Flash fiction: secret meetings
If Sasha had told anyone, he would not be here. He’d had a sense about what it was when he’d got the call asking if he could drive across Poland with some unspecified goods, when they’d asked for his phone and he’d had to bargain for one last call with his wife. All of this was confirmed when he finally arrived at the given destination.
Science fiction type metal gates in the middle of a forest, six guys carrying the kind of guns money can’t buy. Six guys prodding him away while they unloaded barrels from the car.
Why were drugs illegal anyway, when so much else wasn’t?
They showed him a basement where a few mattresses lay perpendicular to the corridor. They grinned, guns in hand, and kicked him in. He wondered numbly if he’d be let out again, but he was too exhausted to contemplate the future much further. He fell into sleep, like a pebble to water, he dreamt he was led by the men unloading the truck, taken to a well in the middle of the forest, and made to strip off and dive. He awoke heart pounding and his clothes damp with sweat, before getting ready for the drive back.
Jobs like this made his skin crawl, but they were the jobs you couldn’t really refuse or get wrong without someone deciding you knew too much to be allowed to just walk free. It had started small, this involvement. Through an ex girlfriend whose dad had always seemed nice enough at the time. Nice enough could have you killed for one wrong move, and while the relationship ended years ago, decades, the jobs had become a till death do-us-part kind of commitment.
He drove eighteen hours home, wondering. Did Nadja know? Had she someone set this up? He preferred to stay clear of the family as much as possible, wary of their scheming, the endless talk of how they’d get more money, where from, and who would pay the price if it all went down. Sasha worried his name came up too often as a lamb for the butcher in those discreet conversations, but what could he do? If he told anyone, he’d be dead, and Susanna would be left alone.
Still. Life wasn’t so bad. The jobs were enough, though he’d trade all of it back if he could, for a past with no secrets.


Your task: Report every line of the records beneath this task that holds the string "rheb".

+++

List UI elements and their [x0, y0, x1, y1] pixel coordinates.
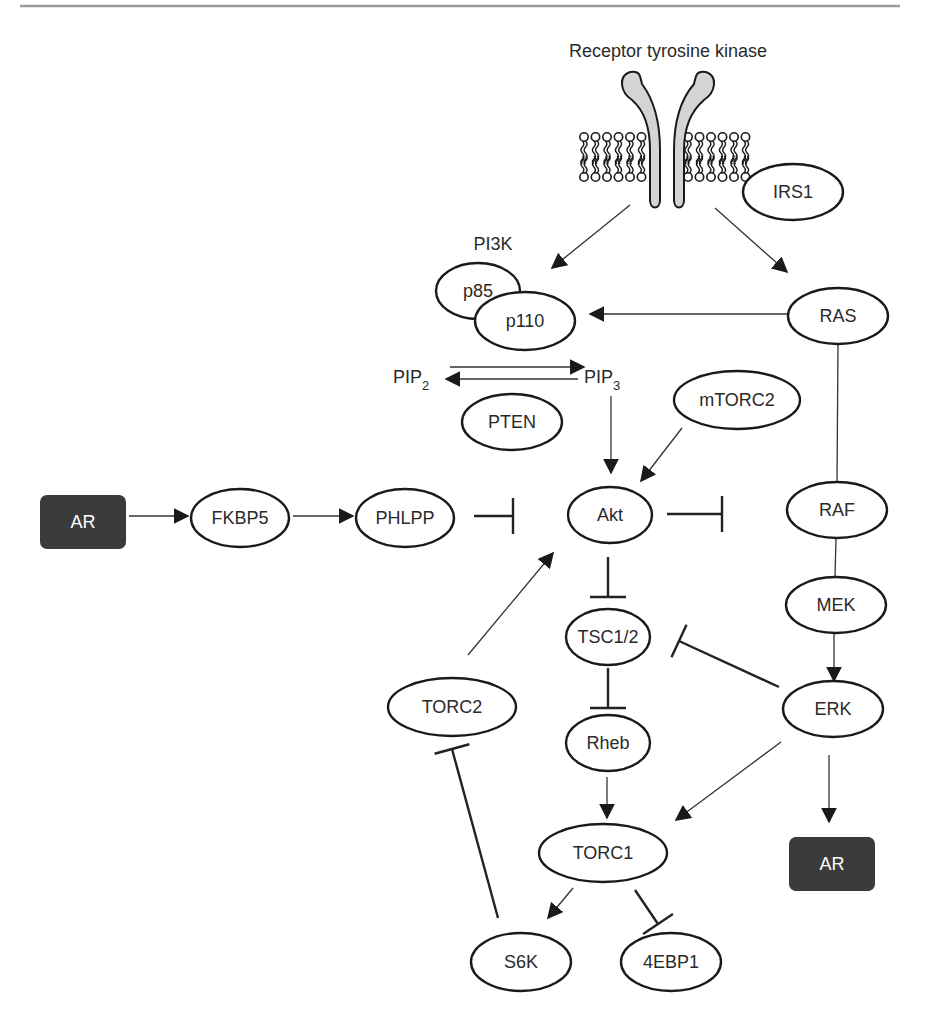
- pip2-label: PIP2: [393, 367, 429, 393]
- node-rheb: Rheb: [566, 715, 650, 771]
- edge-receptor-to-p110: [552, 205, 630, 268]
- node-raf: RAF: [787, 482, 887, 538]
- pi3k-label: PI3K: [473, 234, 512, 254]
- node-akt-label: Akt: [597, 505, 623, 525]
- edge-torc2-to-akt: [468, 553, 553, 655]
- node-torc2-label: TORC2: [422, 697, 483, 717]
- node-torc2: TORC2: [388, 678, 516, 736]
- box-ar-left: AR: [40, 495, 126, 549]
- node-tsc12: TSC1/2: [566, 609, 650, 665]
- edge-akt-to-raf: [667, 496, 722, 532]
- box-ar-right: AR: [789, 837, 875, 891]
- node-erk: ERK: [783, 681, 883, 737]
- box-ar-right-label: AR: [819, 854, 844, 874]
- node-irs1: IRS1: [743, 164, 843, 220]
- edge-erk-to-torc1: [676, 742, 781, 820]
- edge-erk-to-tsc12: [671, 625, 779, 687]
- node-raf-label: RAF: [819, 500, 855, 520]
- node-p85-label: p85: [463, 281, 493, 301]
- node-irs1-label: IRS1: [773, 182, 813, 202]
- edge-torc1-to-s6k: [548, 888, 573, 918]
- node-p110: p110: [475, 292, 575, 350]
- box-ar-left-label: AR: [70, 512, 95, 532]
- edge-raf-to-mek: [835, 538, 836, 577]
- node-ras-label: RAS: [819, 306, 856, 326]
- pathway-nodes: IRS1p85p110RASPTENmTORC2FKBP5PHLPPAktRAF…: [40, 164, 888, 991]
- node-rheb-label: Rheb: [586, 733, 629, 753]
- node-torc1-label: TORC1: [573, 843, 634, 863]
- node-ras: RAS: [788, 288, 888, 344]
- node-phlpp: PHLPP: [356, 489, 454, 547]
- node-4ebp1-label: 4EBP1: [643, 952, 699, 972]
- node-erk-label: ERK: [814, 699, 851, 719]
- node-s6k: S6K: [471, 933, 571, 991]
- membrane-lipid-bilayer-icon: [580, 133, 750, 181]
- node-fkbp5: FKBP5: [191, 489, 289, 547]
- node-mtorc2: mTORC2: [674, 371, 800, 429]
- edge-ras-to-raf: [837, 344, 838, 482]
- edge-s6k-to-torc2: [435, 744, 498, 918]
- edge-phlpp-to-akt: [474, 498, 513, 534]
- node-akt: Akt: [568, 487, 652, 543]
- node-tsc12-label: TSC1/2: [577, 627, 638, 647]
- receptor-title: Receptor tyrosine kinase: [569, 41, 767, 61]
- node-pten-label: PTEN: [488, 412, 536, 432]
- edge-akt-to-tsc12: [590, 557, 626, 597]
- node-torc1: TORC1: [539, 824, 667, 882]
- node-mek-label: MEK: [816, 595, 855, 615]
- node-phlpp-label: PHLPP: [375, 508, 434, 528]
- node-pten: PTEN: [462, 394, 562, 450]
- node-fkbp5-label: FKBP5: [211, 508, 268, 528]
- node-4ebp1: 4EBP1: [621, 933, 721, 991]
- edge-tsc12-to-rheb: [590, 668, 626, 708]
- inhibition-bar-icon: [643, 914, 673, 934]
- pi3k-akt-mtor-pathway-diagram: Receptor tyrosine kinase PI3K IRS1p85p11…: [0, 0, 926, 1021]
- node-mek: MEK: [786, 577, 886, 633]
- node-s6k-label: S6K: [504, 952, 538, 972]
- node-p110-label: p110: [506, 311, 545, 331]
- inhibition-bar-icon: [671, 625, 686, 658]
- edge-torc1-to-4ebp1: [635, 890, 673, 934]
- pip3-label: PIP3: [584, 367, 620, 393]
- node-mtorc2-label: mTORC2: [699, 390, 775, 410]
- edge-mtorc2-to-akt: [641, 428, 682, 481]
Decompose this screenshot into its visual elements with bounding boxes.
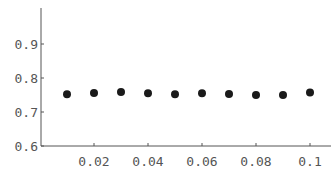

+++

Task output:
- node-rheb: Rheb: [566, 715, 650, 771]
- node-rheb-label: Rheb: [586, 733, 629, 753]
- edge-tsc12-to-rheb: [590, 668, 626, 708]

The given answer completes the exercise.